Our Last Night in the Bungalow
29 May 2016 | Pension Tiare Nui
Anxious Bill
This is our last night on land for awhile, and all that it means. We’ve had our last stand-up shower, our last cool room, our last solid ground, all and more, until we arrive at Bora Bora when we can shower ashore. Other than that, we don’t get these commodities until we return here in 6 weeks or so.
I didn’t post a blog last night because one of the four couples who own a big aluminum motor yacht from Vancouver, Canada (her name is Idlewild) dropped by with a bottle of fine Chilean wine and we talked until ten PM. Andy and Julie are so funny! They and two other couples and two kids motored from Puerta Vallarta, Mexico to Hiva Oa in the Marquesas. The boat is odd-looking, to be sure, but it’s amazingly fuel efficient, using only 1.39 gallons per hour. The boat with the original owner completed a circumnavigation, including a passage through the Northwest Passage. The boat was designed and built in British Columbia and was dragged along the rivers and streams from her construction point to the Arctic Ocean! Holy smokes! Idlewild, the boat, draws only 3’ 6”, so is very shallow draft. At any rate, they are very interesting folks and very adventurous.
We’re ready to launch. That simple statement says it all. We’ve completed tasks that are fairly far down on the list since we’ve done everything else.
Conni completed a superb job in installing the mast boot but using a damaged tube of caulk to touch up some possible leak points. The job looks great and I’m sure will be water tight.
I installed the jack lines, safety lines that run the full length of the boat. Once attaches oneself to the jack lines when leaving the cockpit. As we say, much better than the best life jacket is not leaving the boat!
Yesterday I completed the engine check, R and R (remove and replace) both primary and secondary fuel filters, changing the oil, checking the injector pump lubrication, and changing the transmission fluid. With any luck at all, the engine will start as soon as I bleed the fuel system of all trapped air.
I also got all of our instruments re-installed and checked that the new chart chips that I bought (we always buy the most recent upgrade for our charts) will work. Our radar is working, our AIS is working, and our forward-looking sonar is working. It all should work, but one never knows until the power button is pushed. An upgrade to the Simrad system failed, but the old system works fine.
We’ve got two tanks of water aboard and the Idlewild folks generously gave us a lot of extra food, so we’re set for a while.
Tomorrow, we have a few chores to complete, but we’ll arrive early at the yard and ensure that we get launched on schedule. We’ll have a grocery run to complete, we’ve got to fill a spare jerry can of diesel, and we’ve got to return the rental car. We’ll have to bleed the fuel system but we’ll do that once we’re in the water.
I don’t know when I’ll have a chance to upload another blog: perhaps in a day or two. Wish us luck in the launch.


## Required work
Your job is to retype the records exactly while dropping every picture.
--
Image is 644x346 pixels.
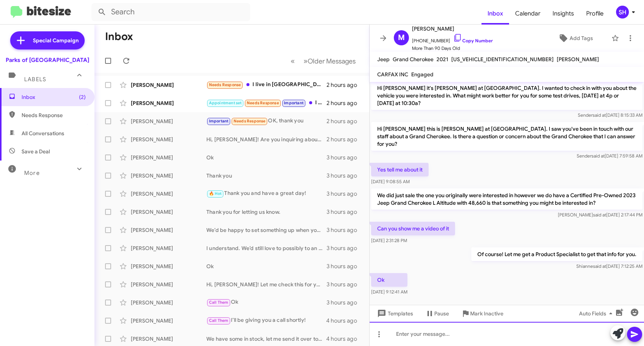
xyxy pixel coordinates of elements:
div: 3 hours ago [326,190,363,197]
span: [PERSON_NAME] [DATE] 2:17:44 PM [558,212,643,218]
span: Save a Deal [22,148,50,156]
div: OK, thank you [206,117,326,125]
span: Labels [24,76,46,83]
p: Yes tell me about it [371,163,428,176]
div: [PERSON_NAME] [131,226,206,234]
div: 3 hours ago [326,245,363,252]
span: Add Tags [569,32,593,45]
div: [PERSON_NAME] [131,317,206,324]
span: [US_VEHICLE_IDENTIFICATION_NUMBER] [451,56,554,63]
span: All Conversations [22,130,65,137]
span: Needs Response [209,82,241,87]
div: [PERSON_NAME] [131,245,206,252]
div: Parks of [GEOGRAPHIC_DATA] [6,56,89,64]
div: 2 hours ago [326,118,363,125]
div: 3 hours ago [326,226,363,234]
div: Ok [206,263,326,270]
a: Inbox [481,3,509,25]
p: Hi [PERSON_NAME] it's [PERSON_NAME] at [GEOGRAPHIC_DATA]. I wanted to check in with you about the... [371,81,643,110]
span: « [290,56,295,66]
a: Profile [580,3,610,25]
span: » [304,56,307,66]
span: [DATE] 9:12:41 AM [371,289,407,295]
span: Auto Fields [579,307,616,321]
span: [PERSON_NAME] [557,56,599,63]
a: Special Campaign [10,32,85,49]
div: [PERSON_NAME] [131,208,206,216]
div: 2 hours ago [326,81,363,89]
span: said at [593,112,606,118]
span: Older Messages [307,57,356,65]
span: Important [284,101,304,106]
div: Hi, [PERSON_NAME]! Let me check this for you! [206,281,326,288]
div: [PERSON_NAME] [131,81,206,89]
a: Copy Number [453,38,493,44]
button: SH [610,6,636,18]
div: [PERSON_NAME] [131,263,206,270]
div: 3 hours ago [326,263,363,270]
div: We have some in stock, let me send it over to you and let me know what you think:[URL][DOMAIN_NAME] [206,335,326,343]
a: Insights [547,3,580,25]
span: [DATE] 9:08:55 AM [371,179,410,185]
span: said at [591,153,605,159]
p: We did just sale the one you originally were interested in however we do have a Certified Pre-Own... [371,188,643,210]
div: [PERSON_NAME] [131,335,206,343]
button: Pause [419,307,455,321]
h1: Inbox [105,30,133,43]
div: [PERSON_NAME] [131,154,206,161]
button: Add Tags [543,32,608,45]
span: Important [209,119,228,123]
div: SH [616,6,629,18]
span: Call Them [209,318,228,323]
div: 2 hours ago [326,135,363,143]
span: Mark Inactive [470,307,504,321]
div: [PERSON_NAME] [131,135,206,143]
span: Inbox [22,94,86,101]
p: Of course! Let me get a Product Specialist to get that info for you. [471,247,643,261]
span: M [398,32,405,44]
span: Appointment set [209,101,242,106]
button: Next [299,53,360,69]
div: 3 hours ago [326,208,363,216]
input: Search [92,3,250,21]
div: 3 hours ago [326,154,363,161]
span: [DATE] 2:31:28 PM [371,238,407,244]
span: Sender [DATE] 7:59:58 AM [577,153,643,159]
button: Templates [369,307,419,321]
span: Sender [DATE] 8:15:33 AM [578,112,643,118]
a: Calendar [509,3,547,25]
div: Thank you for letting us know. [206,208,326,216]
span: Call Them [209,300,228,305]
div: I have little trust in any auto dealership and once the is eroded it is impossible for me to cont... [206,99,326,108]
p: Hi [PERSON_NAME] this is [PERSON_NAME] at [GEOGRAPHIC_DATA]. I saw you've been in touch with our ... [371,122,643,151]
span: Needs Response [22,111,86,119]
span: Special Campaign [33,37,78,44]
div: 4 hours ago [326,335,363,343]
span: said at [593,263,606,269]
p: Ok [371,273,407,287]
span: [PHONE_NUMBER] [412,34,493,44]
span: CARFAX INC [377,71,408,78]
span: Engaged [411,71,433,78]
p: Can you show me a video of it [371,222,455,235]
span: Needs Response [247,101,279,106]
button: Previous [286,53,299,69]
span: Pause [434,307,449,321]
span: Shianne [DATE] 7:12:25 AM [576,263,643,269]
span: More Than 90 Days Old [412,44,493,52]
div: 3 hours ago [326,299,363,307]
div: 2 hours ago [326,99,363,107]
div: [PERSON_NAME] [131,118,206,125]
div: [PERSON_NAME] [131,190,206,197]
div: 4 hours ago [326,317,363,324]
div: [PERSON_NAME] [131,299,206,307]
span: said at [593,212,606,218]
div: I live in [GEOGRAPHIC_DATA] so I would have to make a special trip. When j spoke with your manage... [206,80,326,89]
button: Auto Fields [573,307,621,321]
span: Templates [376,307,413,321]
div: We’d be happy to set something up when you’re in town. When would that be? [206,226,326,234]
--
## Exercise output
Image is 644x346 pixels.
xyxy pixel coordinates of elements:
div: 3 hours ago [326,190,363,197]
span: [PERSON_NAME] [DATE] 2:17:44 PM [558,212,643,218]
span: Save a Deal [22,148,50,156]
div: OK, thank you [206,117,326,125]
span: Labels [24,76,46,83]
p: Yes tell me about it [371,163,428,176]
div: [PERSON_NAME] [131,226,206,234]
div: 3 hours ago [326,245,363,252]
span: Add Tags [569,32,593,45]
div: [PERSON_NAME] [131,317,206,324]
span: [US_VEHICLE_IDENTIFICATION_NUMBER] [451,56,554,63]
span: All Conversations [22,130,65,137]
span: Needs Response [209,82,241,87]
div: [PERSON_NAME] [131,245,206,252]
div: Parks of [GEOGRAPHIC_DATA] [6,56,89,64]
div: 2 hours ago [326,118,363,125]
div: 3 hours ago [326,226,363,234]
div: Ok [206,263,326,270]
a: Inbox [481,3,509,25]
p: Hi [PERSON_NAME] it's [PERSON_NAME] at [GEOGRAPHIC_DATA]. I wanted to check in with you about the... [371,81,643,110]
span: « [290,56,295,66]
a: Profile [580,3,610,25]
span: » [304,56,307,66]
span: [DATE] 9:12:41 AM [371,289,407,295]
span: Auto Fields [579,307,616,321]
span: [PERSON_NAME] [557,56,599,63]
a: Special Campaign [10,32,85,49]
div: [PERSON_NAME] [131,208,206,216]
div: 2 hours ago [326,81,363,89]
span: said at [593,112,606,118]
span: Older Messages [307,57,356,65]
span: Important [284,101,304,106]
div: Hi, [PERSON_NAME]! Let me check this for you! [206,281,326,288]
div: [PERSON_NAME] [131,81,206,89]
a: Copy Number [453,38,493,44]
button: SH [610,6,636,18]
div: [PERSON_NAME] [131,263,206,270]
div: 3 hours ago [326,263,363,270]
div: We have some in stock, let me send it over to you and let me know what you think:[URL][DOMAIN_NAME] [206,335,326,343]
a: Insights [547,3,580,25]
span: [DATE] 9:08:55 AM [371,179,410,185]
span: said at [591,153,605,159]
p: We did just sale the one you originally were interested in however we do have a Certified Pre-Own... [371,188,643,210]
div: [PERSON_NAME] [131,335,206,343]
button: Pause [419,307,455,321]
h1: Inbox [105,30,133,43]
div: [PERSON_NAME] [131,154,206,161]
button: Add Tags [543,32,608,45]
span: Important [209,119,228,123]
div: SH [616,6,629,18]
span: Call Them [209,318,228,323]
div: 2 hours ago [326,135,363,143]
span: Mark Inactive [470,307,504,321]
div: [PERSON_NAME] [131,135,206,143]
span: Inbox [22,94,86,101]
p: Of course! Let me get a Product Specialist to get that info for you. [471,247,643,261]
span: M [398,32,405,44]
span: Appointment set [209,101,242,106]
button: Next [299,53,360,69]
div: 3 hours ago [326,208,363,216]
input: Search [92,3,250,21]
div: 3 hours ago [326,154,363,161]
span: [DATE] 2:31:28 PM [371,238,407,244]
span: Sender [DATE] 7:59:58 AM [577,153,643,159]
button: Templates [369,307,419,321]
span: Sender [DATE] 8:15:33 AM [578,112,643,118]
a: Calendar [509,3,547,25]
div: Thank you for letting us know. [206,208,326,216]
span: Call Them [209,300,228,305]
div: I have little trust in any auto dealership and once the is eroded it is impossible for me to cont... [206,99,326,108]
p: Hi [PERSON_NAME] this is [PERSON_NAME] at [GEOGRAPHIC_DATA]. I saw you've been in touch with our ... [371,122,643,151]
span: Needs Response [22,111,86,119]
span: Special Campaign [33,37,78,44]
div: 4 hours ago [326,335,363,343]
span: said at [593,263,606,269]
p: Ok [371,273,407,287]
span: [PHONE_NUMBER] [412,34,493,44]
span: CARFAX INC [377,71,408,78]
span: Engaged [411,71,433,78]
p: Can you show me a video of it [371,222,455,235]
span: Needs Response [247,101,279,106]
button: Previous [286,53,299,69]
span: Pause [434,307,449,321]
span: Shianne [DATE] 7:12:25 AM [576,263,643,269]
span: More Than 90 Days Old [412,44,493,52]
div: 3 hours ago [326,299,363,307]
div: 2 hours ago [326,99,363,107]
div: [PERSON_NAME] [131,118,206,125]
div: [PERSON_NAME] [131,190,206,197]
div: 4 hours ago [326,317,363,324]
div: [PERSON_NAME] [131,299,206,307]
span: said at [593,212,606,218]
div: I live in [GEOGRAPHIC_DATA] so I would have to make a special trip. When j spoke with your manage... [206,80,326,89]
button: Auto Fields [573,307,621,321]
span: Templates [376,307,413,321]
div: We’d be happy to set something up when you’re in town. When would that be? [206,226,326,234]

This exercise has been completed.